If this causes too much of a hit to the servers in heavily populated areas or something then you could probably get away with doing something along the lines of what you were saying there - the master would ping the client to estimate their connection speed and then use that to calculate an estimated ping based on the reported pings of other clients in the same region as the interested client. It could get messy, but I don't think there's a silver bullet for this kind of thing. That being said, you'd have to be pretty hugely popular to DDoS a server with one-per-client pings.
void hurrrrrrrr() {__asm sub [ebp+4],5;}

There are ten kinds of people in this world: those who understand binary and those who don't.
I like that - thanks for the idea...

I guess I was hoping for someone who had written something similar to say 'here's what we did'.. I don't enjoy looking in the large iD codebases but I guess I could crack one of those and see. I wonder if there's any other large networked games that have source available.
ZMan
Note that you only need to communicate with the servers you can see in the list, not with all servers in the list. This means that the GUI and the networking parts need to communicate to give a good experience to users.
Also, you typically want to send a ping packet for latency detection only seldom -- once every 5 seconds, for example. That will generate a lot less traffic than a user actually in a game.

If you're worried about 100,000 users all trying to measure ping to the same top 10 servers, yes, that wouldn't work so well. But neither would the game experience be very good if 100,000 users were all given the same 10 servers to choose from to join -- they'd all be full! (Btw: The "ping" packet could return information like "current map" and "number of playing/free slots")
enum Bool { True, False, FileNotFound };
Seems like a vicious circle there... we want to present the best servers to people, but we don't know the best servers until we've given them the list and got them to ping them. So how to decide which servers to show first and in what order...

I can see how Geocoding the IP would be one good way to segment the servers - and I know on Xbox Live you often get a seemingly random list back.. i wonder how else that selection happens.



(Btw: The "ping" packet could return information like "current map" and "number of playing/free slots")

Our master server already has that information.. the game server messages it every so often to update the status.

Thanks for letting me bounce things off you all... one of the downsides of being small and indie is the lack of people to talk to about stuff.
ZMan

Seems like a vicious circle there... we want to present the best servers to people, but we don't know the best servers until we've given them the list and got them to ping them. So how to decide which servers to show first and in what order...

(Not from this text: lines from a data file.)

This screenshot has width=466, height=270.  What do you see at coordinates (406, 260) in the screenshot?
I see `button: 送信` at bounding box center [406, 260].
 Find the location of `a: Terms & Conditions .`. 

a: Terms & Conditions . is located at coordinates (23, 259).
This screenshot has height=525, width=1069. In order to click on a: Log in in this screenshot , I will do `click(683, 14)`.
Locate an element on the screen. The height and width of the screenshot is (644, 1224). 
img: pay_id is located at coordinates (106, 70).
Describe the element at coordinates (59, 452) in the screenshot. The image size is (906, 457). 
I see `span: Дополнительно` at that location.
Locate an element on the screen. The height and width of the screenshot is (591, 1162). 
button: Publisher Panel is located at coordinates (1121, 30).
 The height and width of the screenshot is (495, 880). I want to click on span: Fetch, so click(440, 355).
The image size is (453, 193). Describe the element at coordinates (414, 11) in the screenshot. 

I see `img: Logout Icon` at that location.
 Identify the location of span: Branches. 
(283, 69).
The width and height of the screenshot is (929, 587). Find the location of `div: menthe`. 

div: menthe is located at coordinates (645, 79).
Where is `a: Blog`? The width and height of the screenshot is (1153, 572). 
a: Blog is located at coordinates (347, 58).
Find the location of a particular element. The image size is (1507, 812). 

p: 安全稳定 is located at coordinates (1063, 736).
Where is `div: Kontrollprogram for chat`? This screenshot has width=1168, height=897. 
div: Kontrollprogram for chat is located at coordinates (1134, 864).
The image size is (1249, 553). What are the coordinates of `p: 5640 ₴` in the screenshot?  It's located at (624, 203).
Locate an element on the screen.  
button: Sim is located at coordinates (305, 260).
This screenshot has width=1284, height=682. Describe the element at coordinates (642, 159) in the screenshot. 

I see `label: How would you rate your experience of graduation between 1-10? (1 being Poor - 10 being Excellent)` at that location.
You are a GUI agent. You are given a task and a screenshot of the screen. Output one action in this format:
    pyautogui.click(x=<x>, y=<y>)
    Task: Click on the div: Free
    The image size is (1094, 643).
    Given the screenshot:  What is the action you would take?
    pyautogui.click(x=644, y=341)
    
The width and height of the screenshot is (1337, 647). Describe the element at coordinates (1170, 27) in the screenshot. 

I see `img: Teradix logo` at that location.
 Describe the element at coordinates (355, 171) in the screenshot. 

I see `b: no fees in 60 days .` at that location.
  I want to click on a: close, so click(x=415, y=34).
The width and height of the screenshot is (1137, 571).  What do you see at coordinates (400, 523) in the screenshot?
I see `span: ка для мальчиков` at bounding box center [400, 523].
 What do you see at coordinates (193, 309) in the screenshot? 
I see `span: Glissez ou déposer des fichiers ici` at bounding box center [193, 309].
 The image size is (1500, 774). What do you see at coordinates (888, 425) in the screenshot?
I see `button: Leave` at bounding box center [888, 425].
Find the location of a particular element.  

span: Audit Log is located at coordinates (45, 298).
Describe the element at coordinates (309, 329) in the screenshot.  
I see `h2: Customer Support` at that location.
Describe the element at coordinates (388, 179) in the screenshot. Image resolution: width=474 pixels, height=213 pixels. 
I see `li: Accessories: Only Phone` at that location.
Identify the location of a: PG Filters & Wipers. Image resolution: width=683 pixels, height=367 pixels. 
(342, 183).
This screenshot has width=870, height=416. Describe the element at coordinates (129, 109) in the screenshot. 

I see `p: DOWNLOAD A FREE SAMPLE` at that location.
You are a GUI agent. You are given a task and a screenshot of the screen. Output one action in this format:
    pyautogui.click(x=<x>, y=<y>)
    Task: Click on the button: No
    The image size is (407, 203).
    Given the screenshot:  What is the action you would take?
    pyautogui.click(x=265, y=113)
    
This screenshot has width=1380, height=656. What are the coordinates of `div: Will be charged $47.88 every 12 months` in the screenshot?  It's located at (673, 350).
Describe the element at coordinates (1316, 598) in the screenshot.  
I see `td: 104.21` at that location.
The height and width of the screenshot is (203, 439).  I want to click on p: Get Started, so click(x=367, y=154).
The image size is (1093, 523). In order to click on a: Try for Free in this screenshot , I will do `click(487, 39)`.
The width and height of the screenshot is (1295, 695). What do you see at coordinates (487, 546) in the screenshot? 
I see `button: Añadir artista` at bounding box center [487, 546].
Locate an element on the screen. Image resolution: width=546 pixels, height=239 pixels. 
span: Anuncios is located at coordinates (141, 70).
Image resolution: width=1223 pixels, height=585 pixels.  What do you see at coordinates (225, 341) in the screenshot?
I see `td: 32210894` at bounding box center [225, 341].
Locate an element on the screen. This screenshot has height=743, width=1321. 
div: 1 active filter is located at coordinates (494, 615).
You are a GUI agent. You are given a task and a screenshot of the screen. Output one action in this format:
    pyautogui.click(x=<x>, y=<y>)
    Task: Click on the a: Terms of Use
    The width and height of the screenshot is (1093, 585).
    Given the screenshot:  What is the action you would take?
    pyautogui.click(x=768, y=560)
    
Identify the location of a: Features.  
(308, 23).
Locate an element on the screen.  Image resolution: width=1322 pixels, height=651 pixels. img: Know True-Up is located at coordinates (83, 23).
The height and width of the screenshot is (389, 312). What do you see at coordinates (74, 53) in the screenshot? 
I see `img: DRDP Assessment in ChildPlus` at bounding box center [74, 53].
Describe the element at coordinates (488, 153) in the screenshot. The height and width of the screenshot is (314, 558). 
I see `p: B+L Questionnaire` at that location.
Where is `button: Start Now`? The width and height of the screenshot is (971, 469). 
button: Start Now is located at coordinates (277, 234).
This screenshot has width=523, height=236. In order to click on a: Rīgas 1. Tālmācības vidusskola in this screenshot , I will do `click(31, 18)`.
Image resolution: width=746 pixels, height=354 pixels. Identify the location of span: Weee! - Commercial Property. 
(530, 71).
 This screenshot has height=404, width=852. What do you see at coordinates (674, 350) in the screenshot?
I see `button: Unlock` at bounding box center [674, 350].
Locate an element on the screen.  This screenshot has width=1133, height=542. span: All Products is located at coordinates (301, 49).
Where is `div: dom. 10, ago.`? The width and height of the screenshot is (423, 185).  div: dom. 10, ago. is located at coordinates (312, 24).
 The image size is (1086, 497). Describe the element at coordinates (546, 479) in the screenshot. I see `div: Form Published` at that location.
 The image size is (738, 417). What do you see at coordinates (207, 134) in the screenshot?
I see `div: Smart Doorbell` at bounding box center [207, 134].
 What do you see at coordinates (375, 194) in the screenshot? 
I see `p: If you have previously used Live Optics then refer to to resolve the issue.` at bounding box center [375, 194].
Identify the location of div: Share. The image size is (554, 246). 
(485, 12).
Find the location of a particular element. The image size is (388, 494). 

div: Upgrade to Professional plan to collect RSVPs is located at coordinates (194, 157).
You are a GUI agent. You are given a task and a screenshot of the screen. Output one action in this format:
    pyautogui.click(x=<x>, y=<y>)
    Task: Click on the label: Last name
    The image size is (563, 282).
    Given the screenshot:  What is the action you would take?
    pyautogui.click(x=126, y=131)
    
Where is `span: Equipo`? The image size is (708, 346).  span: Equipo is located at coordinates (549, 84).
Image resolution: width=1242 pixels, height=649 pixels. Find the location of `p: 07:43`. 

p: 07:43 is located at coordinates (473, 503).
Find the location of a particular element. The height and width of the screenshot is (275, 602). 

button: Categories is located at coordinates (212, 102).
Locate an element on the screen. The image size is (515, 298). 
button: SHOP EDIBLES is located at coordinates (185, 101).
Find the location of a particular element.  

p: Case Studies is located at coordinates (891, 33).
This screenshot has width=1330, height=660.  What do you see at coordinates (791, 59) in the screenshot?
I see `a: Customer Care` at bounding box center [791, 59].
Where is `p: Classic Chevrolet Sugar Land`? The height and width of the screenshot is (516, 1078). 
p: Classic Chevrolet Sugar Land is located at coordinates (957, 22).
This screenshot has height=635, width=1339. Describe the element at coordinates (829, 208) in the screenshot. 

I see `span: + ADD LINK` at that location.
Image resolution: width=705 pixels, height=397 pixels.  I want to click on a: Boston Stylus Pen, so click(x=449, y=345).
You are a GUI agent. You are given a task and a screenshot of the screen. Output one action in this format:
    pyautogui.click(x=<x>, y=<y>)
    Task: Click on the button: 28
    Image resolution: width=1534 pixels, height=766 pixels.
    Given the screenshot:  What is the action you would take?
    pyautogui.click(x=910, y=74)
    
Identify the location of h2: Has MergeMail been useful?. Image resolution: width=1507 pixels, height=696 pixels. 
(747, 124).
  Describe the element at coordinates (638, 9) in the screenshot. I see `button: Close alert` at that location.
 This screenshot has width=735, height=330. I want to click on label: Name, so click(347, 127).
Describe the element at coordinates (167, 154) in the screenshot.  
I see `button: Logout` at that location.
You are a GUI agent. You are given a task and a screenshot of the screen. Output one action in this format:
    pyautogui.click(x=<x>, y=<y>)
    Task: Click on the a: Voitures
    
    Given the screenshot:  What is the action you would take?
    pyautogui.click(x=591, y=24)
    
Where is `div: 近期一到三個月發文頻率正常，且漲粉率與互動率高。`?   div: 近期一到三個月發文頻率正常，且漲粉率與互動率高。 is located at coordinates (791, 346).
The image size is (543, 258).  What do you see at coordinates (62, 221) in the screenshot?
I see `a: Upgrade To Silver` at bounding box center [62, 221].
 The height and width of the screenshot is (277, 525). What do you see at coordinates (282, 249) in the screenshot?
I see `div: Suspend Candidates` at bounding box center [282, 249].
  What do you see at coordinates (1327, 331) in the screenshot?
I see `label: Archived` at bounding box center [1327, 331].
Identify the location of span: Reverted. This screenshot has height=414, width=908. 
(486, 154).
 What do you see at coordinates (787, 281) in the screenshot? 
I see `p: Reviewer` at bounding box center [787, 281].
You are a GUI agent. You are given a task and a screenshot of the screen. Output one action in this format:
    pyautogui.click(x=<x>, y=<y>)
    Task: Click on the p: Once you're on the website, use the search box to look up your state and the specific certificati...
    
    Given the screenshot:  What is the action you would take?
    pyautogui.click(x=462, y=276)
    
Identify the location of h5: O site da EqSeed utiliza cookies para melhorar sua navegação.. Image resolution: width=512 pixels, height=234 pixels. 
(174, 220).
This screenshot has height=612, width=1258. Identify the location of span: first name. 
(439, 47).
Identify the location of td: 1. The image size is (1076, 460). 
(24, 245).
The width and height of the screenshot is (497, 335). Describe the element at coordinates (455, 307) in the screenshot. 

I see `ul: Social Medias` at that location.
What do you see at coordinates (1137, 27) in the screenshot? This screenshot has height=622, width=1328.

You should be able to refine the prediction process until it's highly accurate. It seems like you're really concerned about pings impacting the game servers. This honestly probably won't be a problem unless you ping continually, which really isn't necessary. Sending one (or even three, for an average) pings and then letting that be your value should be enough. You can add a button to request a refresh if you want. If you can't shake the feeling or if there's really a significant problem from it then you can just randomize the predicted list a bit. For instance, the first X servers at the top of the list are ones that you haven't suggested for a while. As long as the clients tell the master server what result they get whenever they ping a game server you should be able to have a pretty accurate dynamic map of what's going on 'out there'.


Thanks for letting me bounce things off you all... one of the downsides of being small and indie is the lack of people to talk to about stuff.


It's fun! :)
void hurrrrrrrr() {__asm sub [ebp+4],5;}

There are ten kinds of people in this world: those who understand binary and those who don't.

This topic is closed to new replies.